Kate’s Review: “The Glass Hotel”

45754981Book: “The Glass Hotel” by Emily St. John Mandel

Publishing Info: Knopf Publishing Group, March 2020

Where Did I Get This Book: I own it.

Book Description: From the award-winning author of Station Eleven, a captivating novel of money, beauty, white-collar crime, ghosts, and moral compromise in which a woman disappears from a container ship off the coast of Mauritania and a massive Ponzi scheme implodes in New York, dragging countless fortunes with it.

Vincent is a bartender at the Hotel Caiette, a five-star glass and cedar palace on an island in British Columbia. Jonathan Alkaitis works in finance and owns the hotel. When he passes Vincent his card with a tip, it’s the beginning of their life together. That same day, Vincent’s half-brother, Paul, scrawls a note on the windowed wall of the hotel: “Why don’t you swallow broken glass.” Leon Prevant, a shipping executive for a company called Neptune-Avramidis, sees the note from the hotel bar and is shaken to his core. Thirteen years later Vincent mysteriously disappears from the deck of a Neptune-Avramidis ship. Weaving together the lives of these characters, The Glass Hotel moves between the ship, the skyscrapers of Manhattan, and the wilderness of northern Vancouver Island, painting a breathtaking picture of greed and guilt, fantasy and delusion, art and the ghosts of our pasts.

Review: Though I cannot possibly imagine going back and reading it right now, I really loved Emily St. John Mandel’s post-apocalyptic book “Station Eleven”. While it’s true that it takes place in a world that has been ravaged by a super flu (no thanks right now), it is also a lovely and quiet meditation on the power of art, the ties and connections that keep us together, and humanity as a whole. When I saw that she had a new book coming out called “The Glass Hotel”, I put it on my library hold list. And when the libraries closed, it was the first book that I decided to buy to own. Honestly, Mandel should be one of my must buy authors anyway, and she once again has delivered a quiet and introspective tale, this time about Ponzi schemes, of all things. Of course, it’s about as much about Ponzi schemes as “Station Eleven” was about a pandemic. It’s merely a backdrop to something much more intimate.

We follow a few different paths in this book, and a few different timelines, realities, and narratives. They do all connect together in ways that seem more tenuous than they are, but then that’s one of Mandel’s greater talents. The three main characters, I would argue, are the half siblings Paul and Vincent, and John Alkaitis, Vincent’s eventual husband and Ponzi scheme perpetrator. All are running away from something, be it guilt, or the truth, or grief, though it could be argued that all of them are running from all three in different ways and manifestations. Though the biggest thing they’re all running from is responsibility, and all start seeing various ghosts as they do so. It’s unclear as to whether they are real or not, but ultimately it doesn’t really matter. In the end, they are seen because they are the unshakeable reminders of those that these characters have hurt or wronged, so even if they aren’t ‘real’, they still very much are.

None of these characters we meet are exactly ‘good’ people, but because of their depth and their perspectives you become invested in them and their outcomes regardless of their likability. Vincent’s story, being the largest connector of all narratives, is in many ways the most engrossing and haunting, as her complicated relationship with her brother, her ill fated marriage to a criminal, and her longing for her mother (who died when Vincent was a tween, her death mysterious, and mirroring Vincent’s own disappearance later in life) drive her constant moves, shifts, and changes in lifestyle and in some ways personality. Alkaitis, too, runs from his responsibility in the wreckage of so many lives, though his running is mostly done by letting himself disappear into a ‘counterlife’ in which he was never caught, a life that bleeds in and out of his narrative, and then some. Paul’s story is perhaps the smallest of the threads, but in many ways it has some of the largest impacts on the paths that all the characters take. As his overall purpose and his role in the story slowly fell into place, I found myself astounded by the intricacies and how carefully Mandel made sure to bring it all together. And truly, it’s a wonder to behold as it all does flow and merge. By the time I had finished this novel, having read it mostly in one night and definitely staying up far too late to finish it, I just let out a long sigh, knowing that by reading it I had really experienced something remarkable. Like “Station Eleven”, “The Glass Hotel” has a lot of pain and trauma, but it almost feels muted and quiet, as those are not the points of the story. The point is resilience, no matter the cost. It’s wonderful and tragic all at once.

(and yes, this story does have connections to “Station Eleven”. But it stands so well on it’s own it’s more like Easter Eggs than an actual canonical link.)

Gosh I loved this book. It’s haunting and I know that it’s going to stick with me for a long while.

Rating 10: Phenomenal. Mandel has done it again.

Reader’s Advisory:

“The Glass Hotel” is included on the Goodreads lists “Covid-19: Books to Read on Lockdown”, and “Books Unbound Podcast”.

Find “The Glass Hotel” at your library using WorldCat, or a local independent bookstore using IndieBound!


Directions for this task |
Write out the data below in full, unchanged, minus the images.

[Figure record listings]
========================

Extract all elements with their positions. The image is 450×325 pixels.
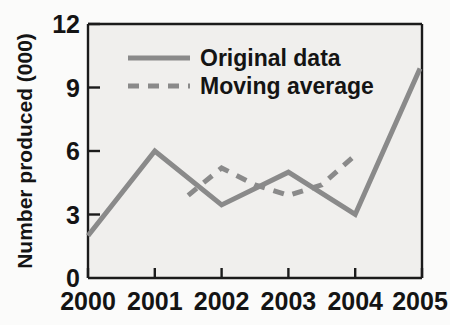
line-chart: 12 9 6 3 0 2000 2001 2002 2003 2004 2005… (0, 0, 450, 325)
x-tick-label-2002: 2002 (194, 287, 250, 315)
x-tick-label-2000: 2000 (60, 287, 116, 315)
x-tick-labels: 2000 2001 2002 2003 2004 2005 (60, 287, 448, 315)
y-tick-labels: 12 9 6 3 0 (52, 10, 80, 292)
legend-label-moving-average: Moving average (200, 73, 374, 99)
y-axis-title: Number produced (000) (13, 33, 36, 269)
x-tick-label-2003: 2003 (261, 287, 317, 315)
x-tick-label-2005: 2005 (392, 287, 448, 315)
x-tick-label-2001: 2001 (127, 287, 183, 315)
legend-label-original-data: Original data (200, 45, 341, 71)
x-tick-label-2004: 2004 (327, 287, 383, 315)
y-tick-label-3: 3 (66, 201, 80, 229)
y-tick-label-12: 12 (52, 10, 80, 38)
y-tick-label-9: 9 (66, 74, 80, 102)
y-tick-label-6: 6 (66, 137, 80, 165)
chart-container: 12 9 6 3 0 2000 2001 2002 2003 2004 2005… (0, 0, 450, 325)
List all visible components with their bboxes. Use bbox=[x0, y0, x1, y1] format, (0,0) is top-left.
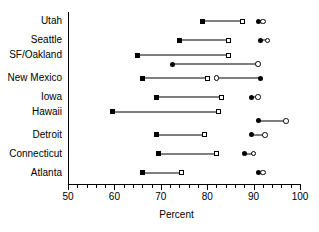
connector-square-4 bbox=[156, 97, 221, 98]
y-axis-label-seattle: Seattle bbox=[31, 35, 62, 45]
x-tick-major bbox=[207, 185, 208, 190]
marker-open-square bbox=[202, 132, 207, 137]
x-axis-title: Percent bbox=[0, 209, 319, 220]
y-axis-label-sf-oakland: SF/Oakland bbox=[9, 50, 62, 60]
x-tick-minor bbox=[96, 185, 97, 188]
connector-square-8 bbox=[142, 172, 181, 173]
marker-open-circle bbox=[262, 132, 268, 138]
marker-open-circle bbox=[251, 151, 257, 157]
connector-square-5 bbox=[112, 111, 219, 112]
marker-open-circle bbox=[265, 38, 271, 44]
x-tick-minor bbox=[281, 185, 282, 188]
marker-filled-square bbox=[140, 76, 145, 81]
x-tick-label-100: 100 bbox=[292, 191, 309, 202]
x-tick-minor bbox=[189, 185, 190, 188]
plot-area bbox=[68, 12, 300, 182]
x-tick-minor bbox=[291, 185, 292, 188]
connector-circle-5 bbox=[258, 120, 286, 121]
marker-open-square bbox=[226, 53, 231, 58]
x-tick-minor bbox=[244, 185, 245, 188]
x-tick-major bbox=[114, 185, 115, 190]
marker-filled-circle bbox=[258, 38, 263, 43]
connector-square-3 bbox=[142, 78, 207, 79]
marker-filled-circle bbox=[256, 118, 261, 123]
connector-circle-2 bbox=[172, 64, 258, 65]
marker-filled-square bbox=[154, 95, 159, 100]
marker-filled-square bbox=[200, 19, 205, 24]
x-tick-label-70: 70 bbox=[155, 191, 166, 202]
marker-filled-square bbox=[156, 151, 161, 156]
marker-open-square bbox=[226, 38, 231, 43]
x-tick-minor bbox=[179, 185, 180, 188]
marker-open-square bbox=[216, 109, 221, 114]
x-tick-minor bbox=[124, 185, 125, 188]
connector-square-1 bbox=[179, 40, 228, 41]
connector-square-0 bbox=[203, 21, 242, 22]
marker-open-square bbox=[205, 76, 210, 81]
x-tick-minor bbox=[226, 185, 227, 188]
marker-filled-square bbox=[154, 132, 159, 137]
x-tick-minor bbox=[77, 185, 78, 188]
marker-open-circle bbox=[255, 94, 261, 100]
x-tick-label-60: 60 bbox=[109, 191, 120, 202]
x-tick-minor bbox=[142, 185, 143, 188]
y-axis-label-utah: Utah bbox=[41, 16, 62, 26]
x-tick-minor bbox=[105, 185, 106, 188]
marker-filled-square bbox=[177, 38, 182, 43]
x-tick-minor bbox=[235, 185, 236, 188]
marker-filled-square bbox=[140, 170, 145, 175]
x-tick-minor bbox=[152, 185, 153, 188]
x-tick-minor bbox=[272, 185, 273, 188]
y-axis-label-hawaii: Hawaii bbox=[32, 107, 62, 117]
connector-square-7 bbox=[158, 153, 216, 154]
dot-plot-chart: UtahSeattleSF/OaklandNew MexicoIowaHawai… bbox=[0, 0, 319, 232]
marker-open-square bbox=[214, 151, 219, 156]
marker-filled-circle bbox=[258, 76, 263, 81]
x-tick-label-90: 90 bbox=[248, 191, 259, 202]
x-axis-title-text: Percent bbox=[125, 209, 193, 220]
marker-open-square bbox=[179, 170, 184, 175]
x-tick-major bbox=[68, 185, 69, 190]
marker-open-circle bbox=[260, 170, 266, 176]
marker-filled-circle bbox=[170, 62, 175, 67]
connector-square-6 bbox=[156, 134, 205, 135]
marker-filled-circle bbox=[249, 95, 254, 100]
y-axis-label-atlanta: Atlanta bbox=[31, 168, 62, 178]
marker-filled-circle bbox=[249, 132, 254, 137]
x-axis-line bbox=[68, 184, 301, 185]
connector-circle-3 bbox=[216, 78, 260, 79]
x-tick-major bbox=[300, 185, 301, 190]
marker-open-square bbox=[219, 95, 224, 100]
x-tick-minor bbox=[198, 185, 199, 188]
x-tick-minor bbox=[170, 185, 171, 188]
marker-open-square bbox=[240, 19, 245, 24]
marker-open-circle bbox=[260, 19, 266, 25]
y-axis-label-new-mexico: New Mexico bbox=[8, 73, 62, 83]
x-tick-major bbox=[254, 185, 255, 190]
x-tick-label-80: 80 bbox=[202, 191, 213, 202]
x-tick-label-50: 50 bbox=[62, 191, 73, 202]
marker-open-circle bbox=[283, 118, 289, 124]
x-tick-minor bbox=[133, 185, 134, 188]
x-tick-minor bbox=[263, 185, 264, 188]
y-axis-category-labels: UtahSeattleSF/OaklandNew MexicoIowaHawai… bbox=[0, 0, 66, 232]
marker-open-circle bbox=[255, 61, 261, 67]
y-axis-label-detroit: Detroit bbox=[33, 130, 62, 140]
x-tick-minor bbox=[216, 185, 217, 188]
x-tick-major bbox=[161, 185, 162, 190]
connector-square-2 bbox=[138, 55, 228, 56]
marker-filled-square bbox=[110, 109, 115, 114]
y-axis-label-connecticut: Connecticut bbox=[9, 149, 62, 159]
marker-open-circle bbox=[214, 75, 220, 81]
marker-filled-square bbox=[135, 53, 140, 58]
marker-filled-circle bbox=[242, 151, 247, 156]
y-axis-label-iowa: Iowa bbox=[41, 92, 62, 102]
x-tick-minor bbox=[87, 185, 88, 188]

========================

Finished task |
Extract all elements with their positions. The image is 450×325 pixels.
line-chart: 12 9 6 3 0 2000 2001 2002 2003 2004 2005… (0, 0, 450, 325)
x-tick-label-2002: 2002 (194, 287, 250, 315)
x-tick-label-2000: 2000 (60, 287, 116, 315)
x-tick-labels: 2000 2001 2002 2003 2004 2005 (60, 287, 448, 315)
y-tick-labels: 12 9 6 3 0 (52, 10, 80, 292)
legend-label-moving-average: Moving average (200, 73, 374, 99)
y-axis-title: Number produced (000) (13, 33, 36, 269)
x-tick-label-2003: 2003 (261, 287, 317, 315)
x-tick-label-2005: 2005 (392, 287, 448, 315)
x-tick-label-2001: 2001 (127, 287, 183, 315)
legend-label-original-data: Original data (200, 45, 341, 71)
x-tick-label-2004: 2004 (327, 287, 383, 315)
y-tick-label-3: 3 (66, 201, 80, 229)
y-tick-label-12: 12 (52, 10, 80, 38)
y-tick-label-9: 9 (66, 74, 80, 102)
y-tick-label-6: 6 (66, 137, 80, 165)
chart-container: 12 9 6 3 0 2000 2001 2002 2003 2004 2005… (0, 0, 450, 325)
List all visible components with their bboxes. Use bbox=[x0, y0, x1, y1] format, (0,0) is top-left.
connector-square-4 bbox=[156, 97, 221, 98]
y-axis-label-seattle: Seattle bbox=[31, 35, 62, 45]
x-tick-major bbox=[207, 185, 208, 190]
marker-open-square bbox=[202, 132, 207, 137]
x-axis-title: Percent bbox=[0, 209, 319, 220]
y-axis-label-sf-oakland: SF/Oakland bbox=[9, 50, 62, 60]
x-tick-minor bbox=[96, 185, 97, 188]
connector-square-8 bbox=[142, 172, 181, 173]
marker-open-circle bbox=[262, 132, 268, 138]
marker-open-circle bbox=[251, 151, 257, 157]
connector-square-5 bbox=[112, 111, 219, 112]
marker-open-circle bbox=[265, 38, 271, 44]
x-tick-minor bbox=[281, 185, 282, 188]
marker-filled-square bbox=[140, 76, 145, 81]
x-tick-label-100: 100 bbox=[292, 191, 309, 202]
x-tick-minor bbox=[189, 185, 190, 188]
plot-area bbox=[68, 12, 300, 182]
x-tick-minor bbox=[291, 185, 292, 188]
connector-circle-5 bbox=[258, 120, 286, 121]
marker-open-square bbox=[226, 53, 231, 58]
x-tick-minor bbox=[244, 185, 245, 188]
x-tick-major bbox=[114, 185, 115, 190]
marker-filled-circle bbox=[258, 38, 263, 43]
connector-square-3 bbox=[142, 78, 207, 79]
marker-filled-circle bbox=[256, 118, 261, 123]
connector-circle-2 bbox=[172, 64, 258, 65]
marker-filled-square bbox=[154, 95, 159, 100]
marker-filled-square bbox=[200, 19, 205, 24]
x-tick-label-70: 70 bbox=[155, 191, 166, 202]
marker-filled-square bbox=[156, 151, 161, 156]
marker-open-square bbox=[226, 38, 231, 43]
x-tick-minor bbox=[179, 185, 180, 188]
marker-open-square bbox=[216, 109, 221, 114]
x-tick-minor bbox=[124, 185, 125, 188]
connector-square-1 bbox=[179, 40, 228, 41]
connector-square-0 bbox=[203, 21, 242, 22]
marker-open-square bbox=[205, 76, 210, 81]
x-tick-minor bbox=[226, 185, 227, 188]
marker-filled-square bbox=[154, 132, 159, 137]
x-tick-minor bbox=[77, 185, 78, 188]
marker-open-circle bbox=[255, 94, 261, 100]
x-tick-label-60: 60 bbox=[109, 191, 120, 202]
x-tick-minor bbox=[142, 185, 143, 188]
y-axis-label-utah: Utah bbox=[41, 16, 62, 26]
x-tick-minor bbox=[105, 185, 106, 188]
marker-filled-square bbox=[177, 38, 182, 43]
x-tick-minor bbox=[235, 185, 236, 188]
marker-filled-square bbox=[140, 170, 145, 175]
x-tick-minor bbox=[152, 185, 153, 188]
x-tick-minor bbox=[272, 185, 273, 188]
y-axis-label-hawaii: Hawaii bbox=[32, 107, 62, 117]
connector-square-7 bbox=[158, 153, 216, 154]
dot-plot-chart: UtahSeattleSF/OaklandNew MexicoIowaHawai… bbox=[0, 0, 319, 232]
marker-open-square bbox=[214, 151, 219, 156]
marker-filled-circle bbox=[258, 76, 263, 81]
x-tick-label-90: 90 bbox=[248, 191, 259, 202]
x-axis-title-text: Percent bbox=[125, 209, 193, 220]
marker-open-square bbox=[179, 170, 184, 175]
x-tick-major bbox=[68, 185, 69, 190]
marker-open-circle bbox=[260, 170, 266, 176]
marker-filled-circle bbox=[170, 62, 175, 67]
connector-square-6 bbox=[156, 134, 205, 135]
marker-filled-circle bbox=[249, 95, 254, 100]
y-axis-label-atlanta: Atlanta bbox=[31, 168, 62, 178]
marker-filled-circle bbox=[249, 132, 254, 137]
x-axis-line bbox=[68, 184, 301, 185]
connector-circle-3 bbox=[216, 78, 260, 79]
x-tick-major bbox=[300, 185, 301, 190]
marker-open-square bbox=[219, 95, 224, 100]
x-tick-minor bbox=[198, 185, 199, 188]
x-tick-minor bbox=[170, 185, 171, 188]
marker-open-square bbox=[240, 19, 245, 24]
marker-open-circle bbox=[260, 19, 266, 25]
y-axis-label-new-mexico: New Mexico bbox=[8, 73, 62, 83]
x-tick-major bbox=[254, 185, 255, 190]
x-tick-label-80: 80 bbox=[202, 191, 213, 202]
x-tick-label-50: 50 bbox=[62, 191, 73, 202]
marker-open-circle bbox=[283, 118, 289, 124]
x-tick-minor bbox=[133, 185, 134, 188]
x-tick-minor bbox=[263, 185, 264, 188]
y-axis-category-labels: UtahSeattleSF/OaklandNew MexicoIowaHawai… bbox=[0, 0, 66, 232]
marker-open-circle bbox=[255, 61, 261, 67]
y-axis-label-detroit: Detroit bbox=[33, 130, 62, 140]
x-tick-minor bbox=[216, 185, 217, 188]
x-tick-major bbox=[161, 185, 162, 190]
connector-square-2 bbox=[138, 55, 228, 56]
marker-filled-square bbox=[110, 109, 115, 114]
y-axis-label-connecticut: Connecticut bbox=[9, 149, 62, 159]
marker-open-circle bbox=[214, 75, 220, 81]
marker-filled-square bbox=[135, 53, 140, 58]
marker-filled-circle bbox=[242, 151, 247, 156]
y-axis-label-iowa: Iowa bbox=[41, 92, 62, 102]
x-tick-minor bbox=[87, 185, 88, 188]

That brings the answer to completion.